Yeah I think I’ll give that book a miss. You only need to look at pictures of galaxies and brain structures to realise they are macrocosm/microcosm :)

Share this post


Link to post
Share on other sites
19 hours ago, Anodyne said:

 If you like your sci-fi slow & pedantic, I recommend checking it out: Anathem, by Neal Stephenson.

 

Hey @Yeti101 was spruiking that book to me.  I bet its a great book.  

  • Like 1

Share this post


Link to post
Share on other sites
3 hours ago, ThunderIdeal said:

I bet its a great book. 

It's actually not. It's something like 800 pages of stilted philosophy and excessive dialogue mashed in with some interesting alternate history kinda stuff. But still, somehow, when I finished it I looked up and realised that in the last few hours I'd become homesick for a fictional world. And the brains-as-quantum-processors idea has lodged so firmly I have trouble entertaining other models of consciousness now.

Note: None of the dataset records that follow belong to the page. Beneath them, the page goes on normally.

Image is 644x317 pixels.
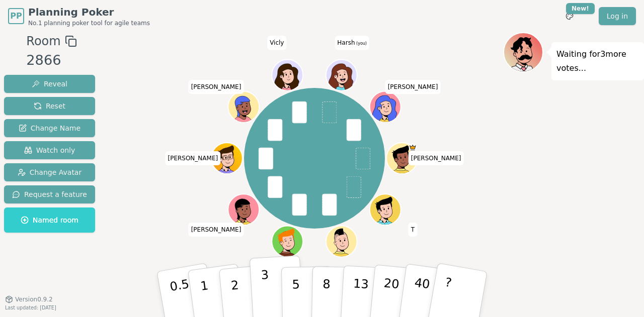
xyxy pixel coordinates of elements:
[28,5,150,19] span: Planning Poker
[566,3,594,14] div: New!
[409,143,416,151] span: Gary is the host
[26,50,76,71] div: 2866
[4,142,95,159] button: Watch only
[8,5,150,27] a: PPPlanning PokerNo.1 planning poker tool for agile teams
[408,222,417,237] span: Click to change your name
[21,215,78,225] span: Named room
[560,7,578,25] button: New!
[335,36,369,50] span: Click to change your name
[4,75,95,93] button: Reveal
[28,19,150,27] span: No.1 planning poker tool for agile teams
[12,190,87,200] span: Request a feature
[385,80,440,94] span: Click to change your name
[15,295,53,304] span: Version 0.9.2
[4,164,95,181] button: Change Avatar
[32,79,67,89] span: Reveal
[34,101,65,111] span: Reset
[18,168,82,177] span: Change Avatar
[5,305,56,310] span: Last updated: [DATE]
[19,123,80,133] span: Change Name
[327,61,356,90] button: Click to change your avatar
[5,295,53,304] button: Version0.9.2
[26,32,61,50] span: Room
[4,207,95,233] button: Named room
[165,151,221,166] span: Click to change your name
[24,145,76,155] span: Watch only
[4,185,95,204] button: Request a feature
[557,47,639,76] p: Waiting for 3 more votes...
[4,119,95,137] button: Change Name
[598,7,636,25] a: Log in
[4,97,95,115] button: Reset
[267,36,286,50] span: Click to change your name
[189,80,244,94] span: Click to change your name
[189,222,244,237] span: Click to change your name
[354,41,367,46] span: (you)
[10,10,22,22] span: PP
[408,151,464,166] span: Click to change your name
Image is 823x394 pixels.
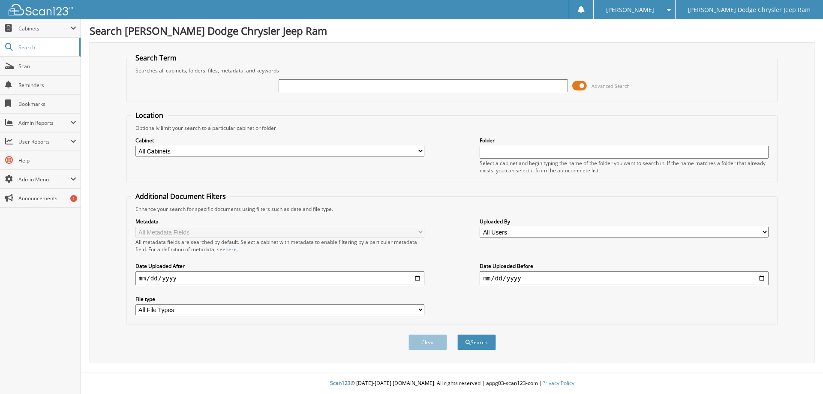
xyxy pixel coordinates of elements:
img: scan123-logo-white.svg [9,4,73,15]
span: Scan [18,63,76,70]
button: Clear [408,334,447,350]
label: Uploaded By [480,218,768,225]
label: Folder [480,137,768,144]
div: All metadata fields are searched by default. Select a cabinet with metadata to enable filtering b... [135,238,424,253]
div: Searches all cabinets, folders, files, metadata, and keywords [131,67,773,74]
input: start [135,271,424,285]
div: Select a cabinet and begin typing the name of the folder you want to search in. If the name match... [480,159,768,174]
label: Date Uploaded After [135,262,424,270]
button: Search [457,334,496,350]
a: here [225,246,237,253]
legend: Location [131,111,168,120]
div: Optionally limit your search to a particular cabinet or folder [131,124,773,132]
span: Announcements [18,195,76,202]
div: Enhance your search for specific documents using filters such as date and file type. [131,205,773,213]
h1: Search [PERSON_NAME] Dodge Chrysler Jeep Ram [90,24,814,38]
span: Scan123 [330,379,351,387]
span: User Reports [18,138,70,145]
input: end [480,271,768,285]
span: Admin Menu [18,176,70,183]
span: Admin Reports [18,119,70,126]
span: Advanced Search [591,83,630,89]
label: Cabinet [135,137,424,144]
div: © [DATE]-[DATE] [DOMAIN_NAME]. All rights reserved | appg03-scan123-com | [81,373,823,394]
legend: Search Term [131,53,181,63]
legend: Additional Document Filters [131,192,230,201]
label: File type [135,295,424,303]
span: Help [18,157,76,164]
span: Cabinets [18,25,70,32]
span: Reminders [18,81,76,89]
span: [PERSON_NAME] Dodge Chrysler Jeep Ram [688,7,810,12]
div: 1 [70,195,77,202]
label: Metadata [135,218,424,225]
span: [PERSON_NAME] [606,7,654,12]
label: Date Uploaded Before [480,262,768,270]
span: Search [18,44,75,51]
a: Privacy Policy [542,379,574,387]
span: Bookmarks [18,100,76,108]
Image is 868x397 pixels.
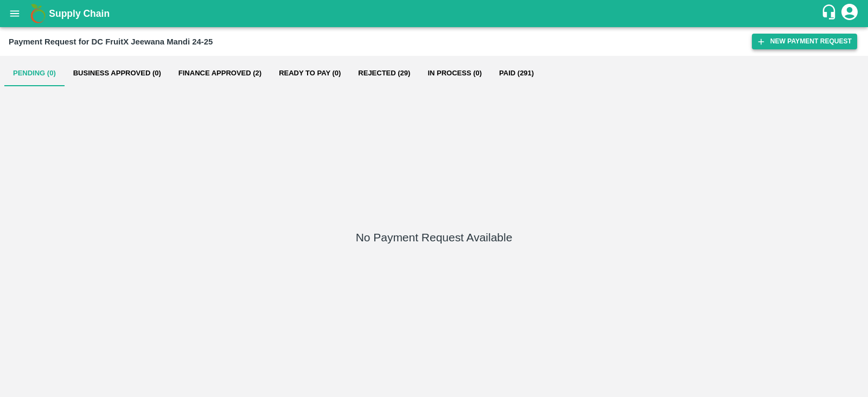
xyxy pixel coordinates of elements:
[170,60,270,86] button: Finance Approved (2)
[4,60,65,86] button: Pending (0)
[49,6,821,21] a: Supply Chain
[356,230,512,245] h5: No Payment Request Available
[752,34,857,49] button: New Payment Request
[349,60,419,86] button: Rejected (29)
[2,1,27,26] button: open drawer
[27,3,49,24] img: logo
[821,4,840,23] div: customer-support
[270,60,349,86] button: Ready To Pay (0)
[49,8,110,19] b: Supply Chain
[840,2,859,25] div: account of current user
[491,60,543,86] button: Paid (291)
[65,60,170,86] button: Business Approved (0)
[9,37,213,46] b: Payment Request for DC FruitX Jeewana Mandi 24-25
[419,60,491,86] button: In Process (0)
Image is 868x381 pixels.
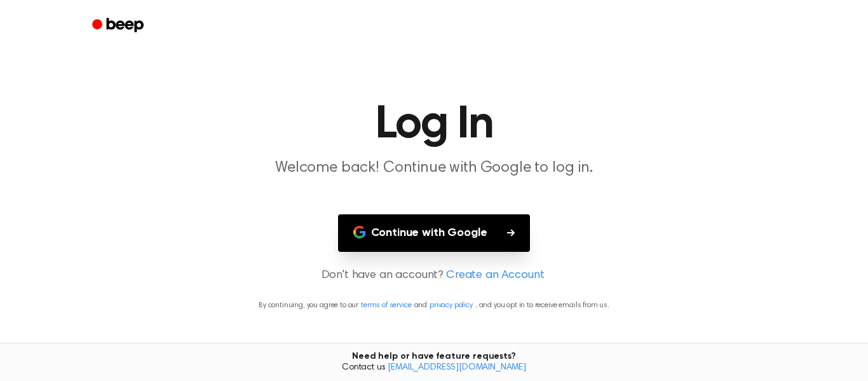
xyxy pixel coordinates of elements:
[388,363,526,372] a: [EMAIL_ADDRESS][DOMAIN_NAME]
[190,158,678,178] p: Welcome back! Continue with Google to log in.
[446,267,544,284] a: Create an Account
[8,363,860,374] span: Contact us
[361,302,411,309] a: terms of service
[429,302,472,309] a: privacy policy
[83,14,155,38] a: Beep
[338,214,530,252] button: Continue with Google
[15,267,852,284] p: Don't have an account?
[109,102,759,148] h1: Log In
[15,300,852,311] p: By continuing, you agree to our and , and you opt in to receive emails from us.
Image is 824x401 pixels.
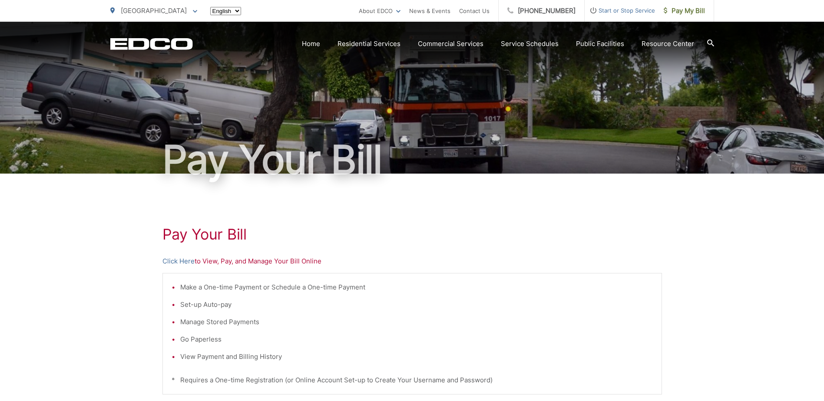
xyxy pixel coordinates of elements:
[180,300,653,310] li: Set-up Auto-pay
[359,6,401,16] a: About EDCO
[110,138,714,182] h1: Pay Your Bill
[501,39,559,49] a: Service Schedules
[162,226,662,243] h1: Pay Your Bill
[418,39,484,49] a: Commercial Services
[180,352,653,362] li: View Payment and Billing History
[180,335,653,345] li: Go Paperless
[338,39,401,49] a: Residential Services
[459,6,490,16] a: Contact Us
[409,6,451,16] a: News & Events
[642,39,694,49] a: Resource Center
[180,317,653,328] li: Manage Stored Payments
[110,38,193,50] a: EDCD logo. Return to the homepage.
[576,39,624,49] a: Public Facilities
[172,375,653,386] p: * Requires a One-time Registration (or Online Account Set-up to Create Your Username and Password)
[121,7,187,15] span: [GEOGRAPHIC_DATA]
[180,282,653,293] li: Make a One-time Payment or Schedule a One-time Payment
[302,39,320,49] a: Home
[664,6,705,16] span: Pay My Bill
[210,7,241,15] select: Select a language
[162,256,195,267] a: Click Here
[162,256,662,267] p: to View, Pay, and Manage Your Bill Online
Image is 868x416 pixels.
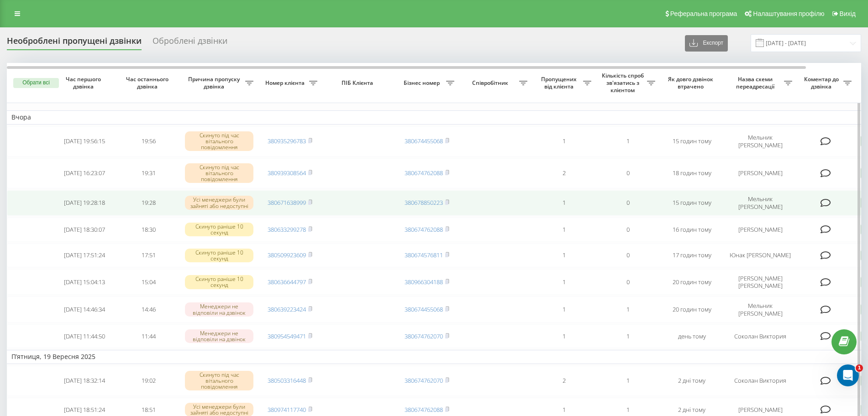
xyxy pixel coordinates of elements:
[724,218,797,242] td: [PERSON_NAME]
[537,75,583,90] span: Пропущених від клієнта
[532,324,596,348] td: 1
[263,80,309,87] span: Номер клієнта
[660,366,724,396] td: 2 дні тому
[404,169,443,177] a: 380674762088
[404,226,443,233] a: 380674762088
[124,75,173,90] span: Час останнього дзвінка
[532,190,596,216] td: 1
[596,244,660,268] td: 0
[724,244,797,268] td: Юнак [PERSON_NAME]
[532,297,596,322] td: 1
[52,159,117,189] td: [DATE] 16:23:07
[185,75,246,90] span: Причина пропуску дзвінка
[724,126,797,156] td: Мельник [PERSON_NAME]
[117,244,180,268] td: 17:51
[185,303,253,317] div: Менеджери не відповіли на дзвінок
[52,324,117,348] td: [DATE] 11:44:50
[268,278,306,286] a: 380636644797
[268,226,306,233] a: 380633299278
[185,275,253,289] div: Скинуто раніше 10 секунд
[52,126,117,156] td: [DATE] 19:56:15
[753,10,824,17] span: Налаштування профілю
[268,137,306,145] a: 380935296783
[724,324,797,348] td: Соколан Виктория
[52,190,117,216] td: [DATE] 19:28:18
[117,218,180,242] td: 18:30
[660,159,724,189] td: 18 годин тому
[185,196,253,209] div: Усі менеджери були зайняті або недоступні
[532,366,596,396] td: 2
[185,249,253,262] div: Скинуто раніше 10 секунд
[660,218,724,242] td: 16 годин тому
[404,251,443,259] a: 380674576811
[724,190,797,216] td: Мельник [PERSON_NAME]
[330,80,387,87] span: ПІБ Клієнта
[117,159,180,189] td: 19:31
[117,126,180,156] td: 19:56
[464,80,519,87] span: Співробітник
[532,126,596,156] td: 1
[52,366,117,396] td: [DATE] 18:32:14
[596,366,660,396] td: 1
[596,190,660,216] td: 0
[52,244,117,268] td: [DATE] 17:51:24
[13,78,59,88] button: Обрати всі
[52,218,117,242] td: [DATE] 18:30:07
[404,198,443,207] a: 380678850223
[404,377,443,384] a: 380674762070
[667,75,716,90] span: Як довго дзвінок втрачено
[185,163,253,184] div: Скинуто під час вітального повідомлення
[117,297,180,322] td: 14:46
[117,190,180,216] td: 19:28
[268,169,306,177] a: 380939308564
[724,269,797,295] td: [PERSON_NAME] [PERSON_NAME]
[856,365,863,371] span: 1
[185,329,253,343] div: Менеджери не відповіли на дзвінок
[532,159,596,189] td: 2
[600,72,647,93] span: Кількість спроб зв'язатись з клієнтом
[660,269,724,295] td: 20 годин тому
[837,365,859,386] iframe: Intercom live chat
[268,406,306,413] a: 380974117740
[404,305,443,313] a: 380674455068
[724,366,797,396] td: Соколан Виктория
[596,297,660,322] td: 1
[268,251,306,259] a: 380509923609
[596,324,660,348] td: 1
[596,126,660,156] td: 1
[660,324,724,348] td: день тому
[117,269,180,295] td: 15:04
[660,297,724,322] td: 20 годин тому
[399,80,446,87] span: Бізнес номер
[532,244,596,268] td: 1
[660,190,724,216] td: 15 годин тому
[596,159,660,189] td: 0
[7,36,142,51] div: Необроблені пропущені дзвінки
[596,218,660,242] td: 0
[728,75,784,90] span: Назва схеми переадресації
[660,126,724,156] td: 15 годин тому
[532,218,596,242] td: 1
[268,377,306,384] a: 380503316448
[60,75,109,90] span: Час першого дзвінка
[268,332,306,341] a: 380954549471
[185,131,253,152] div: Скинуто під час вітального повідомлення
[185,371,253,391] div: Скинуто під час вітального повідомлення
[671,10,737,17] span: Реферальна програма
[404,278,443,286] a: 380966304188
[268,305,306,313] a: 380639223424
[117,324,180,348] td: 11:44
[532,269,596,295] td: 1
[685,35,728,51] button: Експорт
[840,10,856,17] span: Вихід
[404,332,443,341] a: 380674762070
[404,406,443,413] a: 380674762088
[52,269,117,295] td: [DATE] 15:04:13
[52,297,117,322] td: [DATE] 14:46:34
[660,244,724,268] td: 17 годин тому
[596,269,660,295] td: 0
[801,75,843,90] span: Коментар до дзвінка
[268,198,306,207] a: 380671638999
[117,366,180,396] td: 19:02
[404,137,443,145] a: 380674455068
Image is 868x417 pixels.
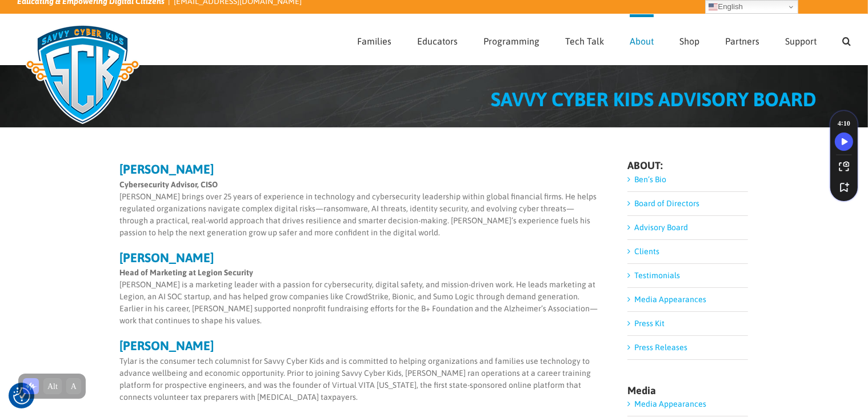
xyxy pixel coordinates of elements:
[120,179,603,239] p: [PERSON_NAME] brings over 25 years of experience in technology and cybersecurity leadership withi...
[630,14,654,65] a: About
[634,400,707,409] a: Media Appearances
[634,319,665,328] a: Press Kit
[120,180,218,189] strong: Cybersecurity Advisor, CISO
[628,161,748,171] h4: ABOUT:
[634,199,699,208] a: Board of Directors
[120,161,214,176] strong: [PERSON_NAME]
[634,247,659,256] a: Clients
[634,223,688,232] a: Advisory Board
[484,37,539,46] span: Programming
[679,37,699,46] span: Shop
[628,385,748,396] h4: Media
[842,14,851,65] a: Search
[725,14,760,65] a: Partners
[708,3,718,12] img: en
[679,14,699,65] a: Shop
[630,37,654,46] span: About
[120,268,254,277] strong: Head of Marketing at Legion Security
[120,250,214,265] strong: [PERSON_NAME]
[417,14,458,65] a: Educators
[785,37,817,46] span: Support
[13,387,30,405] button: Consent Preferences
[357,37,391,46] span: Families
[565,37,604,46] span: Tech Talk
[491,88,817,110] span: SAVVY CYBER KIDS ADVISORY BOARD
[785,14,817,65] a: Support
[634,175,666,184] a: Ben’s Bio
[565,14,604,65] a: Tech Talk
[725,37,760,46] span: Partners
[357,14,391,65] a: Families
[120,338,214,353] strong: [PERSON_NAME]
[634,270,680,280] a: Testimonials
[634,295,707,304] a: Media Appearances
[120,267,603,327] p: [PERSON_NAME] is a marketing leader with a passion for cybersecurity, digital safety, and mission...
[17,17,148,132] img: Savvy Cyber Kids Logo
[357,14,851,65] nav: Main Menu
[417,37,458,46] span: Educators
[484,14,539,65] a: Programming
[120,355,603,403] p: Tylar is the consumer tech columnist for Savvy Cyber Kids and is committed to helping organizatio...
[634,343,688,352] a: Press Releases
[13,387,30,405] img: Revisit consent button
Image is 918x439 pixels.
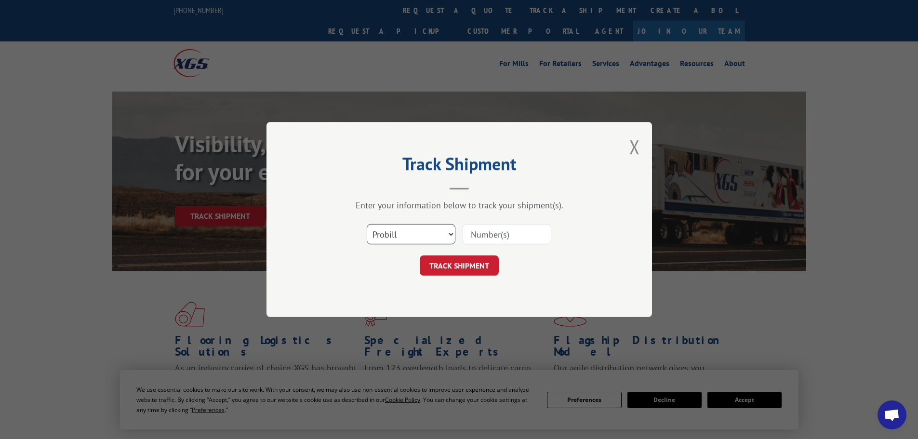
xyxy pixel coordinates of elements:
[463,224,551,244] input: Number(s)
[420,255,499,276] button: TRACK SHIPMENT
[315,200,604,211] div: Enter your information below to track your shipment(s).
[315,157,604,175] h2: Track Shipment
[630,134,640,160] button: Close modal
[878,401,907,430] a: Open chat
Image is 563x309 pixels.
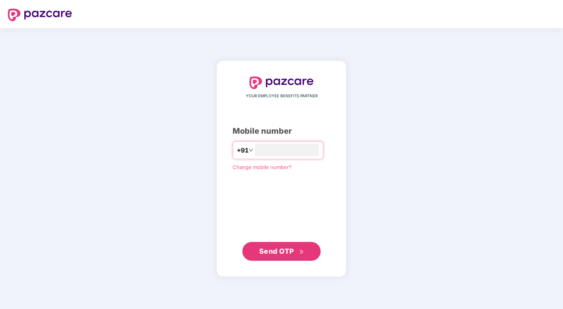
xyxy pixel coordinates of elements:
[250,76,314,89] img: logo
[233,125,331,137] div: Mobile number
[242,242,321,261] button: Send OTPdouble-right
[8,9,72,21] img: logo
[249,148,253,152] span: down
[233,164,292,170] a: Change mobile number?
[246,93,318,99] span: YOUR EMPLOYEE BENEFITS PARTNER
[259,247,294,255] span: Send OTP
[299,249,304,254] span: double-right
[237,145,249,155] span: +91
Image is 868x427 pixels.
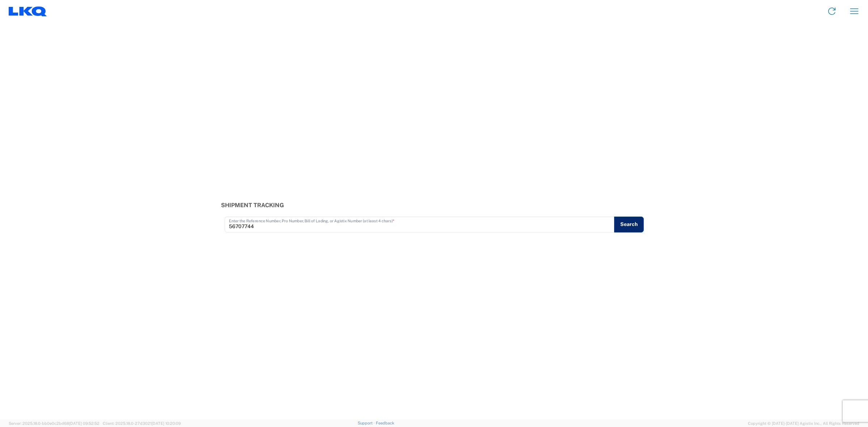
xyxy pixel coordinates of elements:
a: Support [358,421,376,425]
span: [DATE] 10:20:09 [151,422,181,425]
span: Server: 2025.18.0-bb0e0c2bd68 [8,422,100,425]
span: Client: 2025.18.0-27d3021 [103,422,181,425]
span: [DATE] 09:52:52 [69,422,100,425]
a: Feedback [376,421,394,425]
h3: Shipment Tracking [221,202,648,209]
button: Search [614,217,644,232]
span: Copyright © [DATE]-[DATE] Agistix Inc., All Rights Reserved [748,420,860,427]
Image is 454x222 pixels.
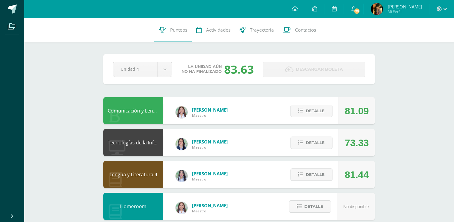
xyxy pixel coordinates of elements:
[103,129,163,156] div: Tecnologías de la Información y la Comunicación 4
[103,97,163,124] div: Comunicación y Lenguaje L3 Inglés 4
[176,138,188,150] img: 7489ccb779e23ff9f2c3e89c21f82ed0.png
[103,161,163,188] div: Lengua y Literatura 4
[170,27,187,33] span: Punteos
[306,137,325,148] span: Detalle
[296,62,343,77] span: Descargar boleta
[192,107,228,113] span: [PERSON_NAME]
[345,129,369,156] div: 73.33
[388,4,422,10] span: [PERSON_NAME]
[192,208,228,213] span: Maestro
[206,27,231,33] span: Actividades
[354,8,360,14] span: 29
[291,105,333,117] button: Detalle
[344,204,369,209] span: No disponible
[235,18,279,42] a: Trayectoria
[192,176,228,181] span: Maestro
[113,62,172,77] a: Unidad 4
[192,113,228,118] span: Maestro
[250,27,274,33] span: Trayectoria
[295,27,316,33] span: Contactos
[224,61,254,77] div: 83.63
[103,193,163,220] div: Homeroom
[388,9,422,14] span: Mi Perfil
[306,105,325,116] span: Detalle
[289,200,331,212] button: Detalle
[154,18,192,42] a: Punteos
[192,144,228,150] span: Maestro
[279,18,321,42] a: Contactos
[371,3,383,15] img: 247917de25ca421199a556a291ddd3f6.png
[192,202,228,208] span: [PERSON_NAME]
[192,138,228,144] span: [PERSON_NAME]
[176,170,188,182] img: df6a3bad71d85cf97c4a6d1acf904499.png
[345,97,369,124] div: 81.09
[291,168,333,180] button: Detalle
[192,170,228,176] span: [PERSON_NAME]
[192,18,235,42] a: Actividades
[345,161,369,188] div: 81.44
[176,106,188,118] img: acecb51a315cac2de2e3deefdb732c9f.png
[291,136,333,149] button: Detalle
[176,202,188,214] img: acecb51a315cac2de2e3deefdb732c9f.png
[306,169,325,180] span: Detalle
[121,62,150,76] span: Unidad 4
[305,201,323,212] span: Detalle
[182,64,222,74] span: La unidad aún no ha finalizado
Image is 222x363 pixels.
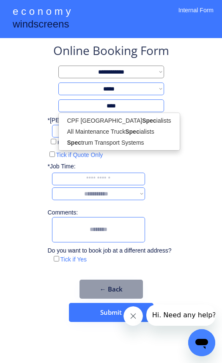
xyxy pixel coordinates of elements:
[61,256,87,263] label: Tick if Yes
[56,152,103,158] label: Tick if Quote Only
[13,17,69,33] div: windscreens
[80,280,143,299] button: ← Back
[59,115,180,126] p: CPF [GEOGRAPHIC_DATA] ialists
[147,305,216,326] iframe: Message from company
[58,141,122,145] label: Please check if car is unregistered
[53,42,169,61] div: Online Booking Form
[142,117,156,124] strong: Spec
[6,6,70,14] span: Hi. Need any help?
[124,307,143,326] iframe: Close message
[69,303,154,322] button: Submit
[13,4,71,20] div: e c o n o m y
[125,128,139,135] strong: Spec
[48,116,111,125] div: *[PERSON_NAME] No.:
[59,137,180,148] p: trum Transport Systems
[48,247,178,255] div: Do you want to book job at a different address?
[179,6,214,25] div: Internal Form
[67,139,81,146] strong: Spec
[59,126,180,137] p: All Maintenance Truck ialists
[188,329,216,357] iframe: Button to launch messaging window
[48,163,81,171] div: *Job Time:
[48,209,81,217] div: Comments:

I only know a few other weirdoes who liked it, and Yeti's one of them.

 

As for the topic of self-aware galaxies, I'm just gonna repeat what I said about it last time:

On 1/20/2014 at 8:05 PM, Anodyne said:

Just because conscious neural networks are fractal, does not mean that all fractals represent consciousness. Stupid pattern-seeking human brains and their converse errors... I wonder if self-aware galaxy-spanning darkmatter-beings suffer from the same kind of logical fallacies that we do?

  • Like 1

Share this post


Link to post
Share on other sites
1 hour ago, Anodyne said:

I only know a few other weirdoes who liked it, and Yeti's one of them.

 

:P Guilty as charged - shows how much damage reading academic philosophy has done to me over the years. Funny, most books I love, I can re-read with ease, but not this one. I know what you mean about the ideas in it though. I'm pretty comfortable with multiverse/polycosm etc.; some philosophers, most notably David Lewis, who talk about 'possible worlds' think that they really exist. Lewis also thought we don't have any direct access to these worlds because they're causally isolated from us. If that wasn't the case, then, who knows, maybe there's something to Stephenson's ideas in Anathem after all. 

Share this post


Link to post
Share on other sites

Create an account or sign in to comment

You need to be a member in order to leave a comment

Create an account

Sign up for a new account in our community. It's easy!

Register a new account

Sign in

Already have an account? Sign in here.